France grants citizenship to 12,000 Covid frontline workers

This article is more than 2 years old

Fast-track scheme is aimed at those whose jobs put them at risk in pandemic

France has granted citizenship to more than 12,000 frontline workers whose jobs put them at risk during the Covid pandemic under a special fast-track scheme.

As well as speeding up the application process, which normally takes up to two years, the government also cut the residency requirement from five years to two.

“Frontline workers responded to the call of the nation, so it is right that the nation takes a step towards them,” said the citizenship minister, Marlène Schiappa. “The country pulled through thanks to them.

“I welcome our new compatriots to French nationality and thank them in the name of the republic.
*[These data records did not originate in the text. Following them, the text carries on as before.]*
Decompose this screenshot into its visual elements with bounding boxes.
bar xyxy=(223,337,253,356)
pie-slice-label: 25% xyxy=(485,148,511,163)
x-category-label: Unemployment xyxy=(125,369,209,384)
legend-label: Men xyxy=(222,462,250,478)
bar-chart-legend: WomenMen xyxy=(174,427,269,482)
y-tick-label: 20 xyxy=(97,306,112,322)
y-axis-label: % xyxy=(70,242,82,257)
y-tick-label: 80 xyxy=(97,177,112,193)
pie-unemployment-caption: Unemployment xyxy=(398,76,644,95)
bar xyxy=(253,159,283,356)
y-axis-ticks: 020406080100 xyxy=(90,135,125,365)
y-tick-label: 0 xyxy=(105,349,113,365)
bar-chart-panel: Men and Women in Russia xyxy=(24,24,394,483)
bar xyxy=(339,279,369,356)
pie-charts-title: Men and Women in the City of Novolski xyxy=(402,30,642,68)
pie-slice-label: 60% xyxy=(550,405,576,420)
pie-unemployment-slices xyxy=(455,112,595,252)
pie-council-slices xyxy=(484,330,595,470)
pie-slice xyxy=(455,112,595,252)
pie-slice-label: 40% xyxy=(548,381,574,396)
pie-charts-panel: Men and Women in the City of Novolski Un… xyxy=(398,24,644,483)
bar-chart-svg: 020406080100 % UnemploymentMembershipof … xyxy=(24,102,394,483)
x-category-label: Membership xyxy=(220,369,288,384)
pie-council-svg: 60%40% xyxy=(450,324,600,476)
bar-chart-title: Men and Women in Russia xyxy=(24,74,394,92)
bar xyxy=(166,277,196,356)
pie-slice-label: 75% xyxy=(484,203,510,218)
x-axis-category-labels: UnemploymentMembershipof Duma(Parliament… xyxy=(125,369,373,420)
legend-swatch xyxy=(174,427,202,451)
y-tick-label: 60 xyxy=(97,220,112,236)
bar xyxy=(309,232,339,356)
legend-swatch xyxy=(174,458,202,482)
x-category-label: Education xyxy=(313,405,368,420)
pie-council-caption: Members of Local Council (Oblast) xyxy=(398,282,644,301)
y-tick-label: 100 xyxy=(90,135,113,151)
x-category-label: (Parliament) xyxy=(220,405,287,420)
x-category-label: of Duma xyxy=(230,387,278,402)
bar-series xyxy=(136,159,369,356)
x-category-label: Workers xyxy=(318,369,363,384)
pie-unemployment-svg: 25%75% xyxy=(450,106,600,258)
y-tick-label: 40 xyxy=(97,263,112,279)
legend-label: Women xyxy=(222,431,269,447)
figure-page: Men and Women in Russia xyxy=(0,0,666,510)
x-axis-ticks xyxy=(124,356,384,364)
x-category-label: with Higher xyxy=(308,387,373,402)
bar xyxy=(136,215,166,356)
The country also thanks them.”

In September 2020, the interior ministry invited those who had “actively contributed” to fighting the Covid health crisis to apply for fast-track naturalisation. On Thursday, Schiappa said 16,381 had applied and 12,012 applications were approved.

Among them were health professionals, security and cleaning staff, those who looked after essential workers’ children, home help workers and refuse collectors, the minister announced.
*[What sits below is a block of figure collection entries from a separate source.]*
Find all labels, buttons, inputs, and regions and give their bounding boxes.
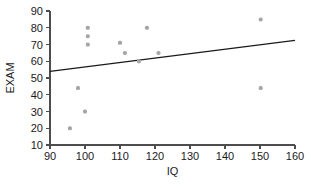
data-point <box>86 26 90 30</box>
y-axis-title: EXAM <box>4 62 16 93</box>
data-point <box>259 86 263 90</box>
data-point <box>118 41 122 45</box>
plot-canvas: 102030405060708090 901001101201301401501… <box>0 0 311 188</box>
x-tick-label: 150 <box>251 150 269 162</box>
x-tick-label: 90 <box>44 150 56 162</box>
data-point <box>86 34 90 38</box>
y-tick-label: 30 <box>31 106 43 118</box>
data-point <box>76 86 80 90</box>
y-tick-label: 80 <box>31 22 43 34</box>
x-tick-label: 160 <box>286 150 304 162</box>
axis-tick-marks <box>46 11 295 149</box>
x-tick-label: 100 <box>76 150 94 162</box>
y-tick-label: 20 <box>31 122 43 134</box>
y-tick-label: 50 <box>31 72 43 84</box>
data-point <box>83 110 87 114</box>
x-tick-label: 130 <box>181 150 199 162</box>
x-axis-title: IQ <box>167 165 179 177</box>
y-tick-label: 60 <box>31 55 43 67</box>
y-tick-label: 70 <box>31 39 43 51</box>
y-tick-label: 10 <box>31 139 43 151</box>
data-point <box>259 17 263 21</box>
y-tick-label: 90 <box>31 5 43 17</box>
x-tick-label: 140 <box>216 150 234 162</box>
data-point <box>123 51 127 55</box>
y-axis-tick-labels: 102030405060708090 <box>31 5 43 151</box>
data-point <box>137 59 141 63</box>
scatter-plot-figure: 102030405060708090 901001101201301401501… <box>0 0 311 188</box>
data-points <box>68 17 263 130</box>
data-point <box>86 43 90 47</box>
data-point <box>68 126 72 130</box>
x-tick-label: 110 <box>111 150 129 162</box>
data-point <box>157 51 161 55</box>
y-tick-label: 40 <box>31 89 43 101</box>
x-axis-tick-labels: 90100110120130140150160 <box>44 150 304 162</box>
axis-lines <box>50 11 295 145</box>
data-point <box>145 26 149 30</box>
x-tick-label: 120 <box>146 150 164 162</box>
John Spacey, a Briton, was one of those given fast-track nationality as a foreigner who had “proved their commitment to the republic” in the eyes of the ministry.
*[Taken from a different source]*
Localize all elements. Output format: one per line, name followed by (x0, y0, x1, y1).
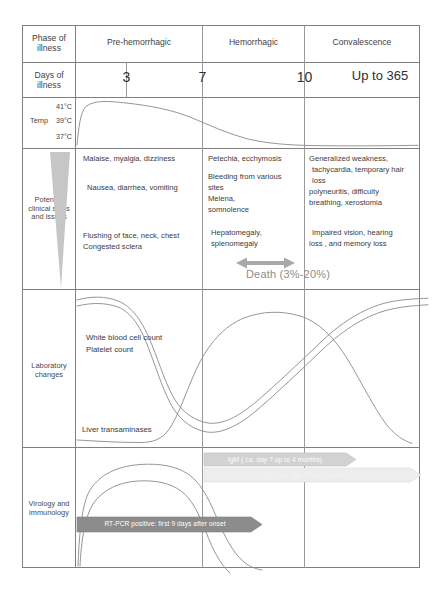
rtpcr-arrow-layer (0, 0, 441, 595)
vhf-course-diagram: Phase of illness Pre-hemorrhagic Hemorrh… (0, 0, 441, 595)
rtpcr-arrow-label-text: RT-PCR positive: first 9 days after onse… (104, 520, 225, 527)
rtpcr-arrow-label: RT-PCR positive: first 9 days after onse… (79, 520, 251, 527)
Spacey lives in the Creuse region in central France and works for an organisation that provides domestic care for elderly people. “It genuinely feels like a great honour to be offered citizenship,” he told the Local earlier this year.

“France has been very good to me since my arrival and has given me opportunities I could never have dreamed of before stepping off the Eurostar in 2016 – a home of my own, a wonderful relationship, a 20-year-old Peugeot 106, a 40-year-old Mobilette, the most satisfying job in the world and a very bright future.

“Soon, I’ll be able to vote, will regain my freedom of movement and will finally feel fully European once more, finally feel fully integrated into the nation I’ve already come to love like my own.”

Spacey said he also received a one-off bonus payment from the state “as a kind of merci for services rendered during the crisis … something for which I was very grateful and that I’d not expected, given I’d been paid for my work anyway”.

He added: “Then came another, far more unexpected, thank you – the chance to apply for French nationality six months earlier than would have been possible under the normal rules and to have the process fast-tracked. All for doing a job I love.”

In April 2020, French hospital staff and nursing home workers were awarded tax-free bonuses of between €1,000 and €1,500 as part of the government thank you for their work during the Covid-19 crisis.

In August 2020, France’s 320,000 home-care workers were given Covid-19 bonuses of up to €1,000.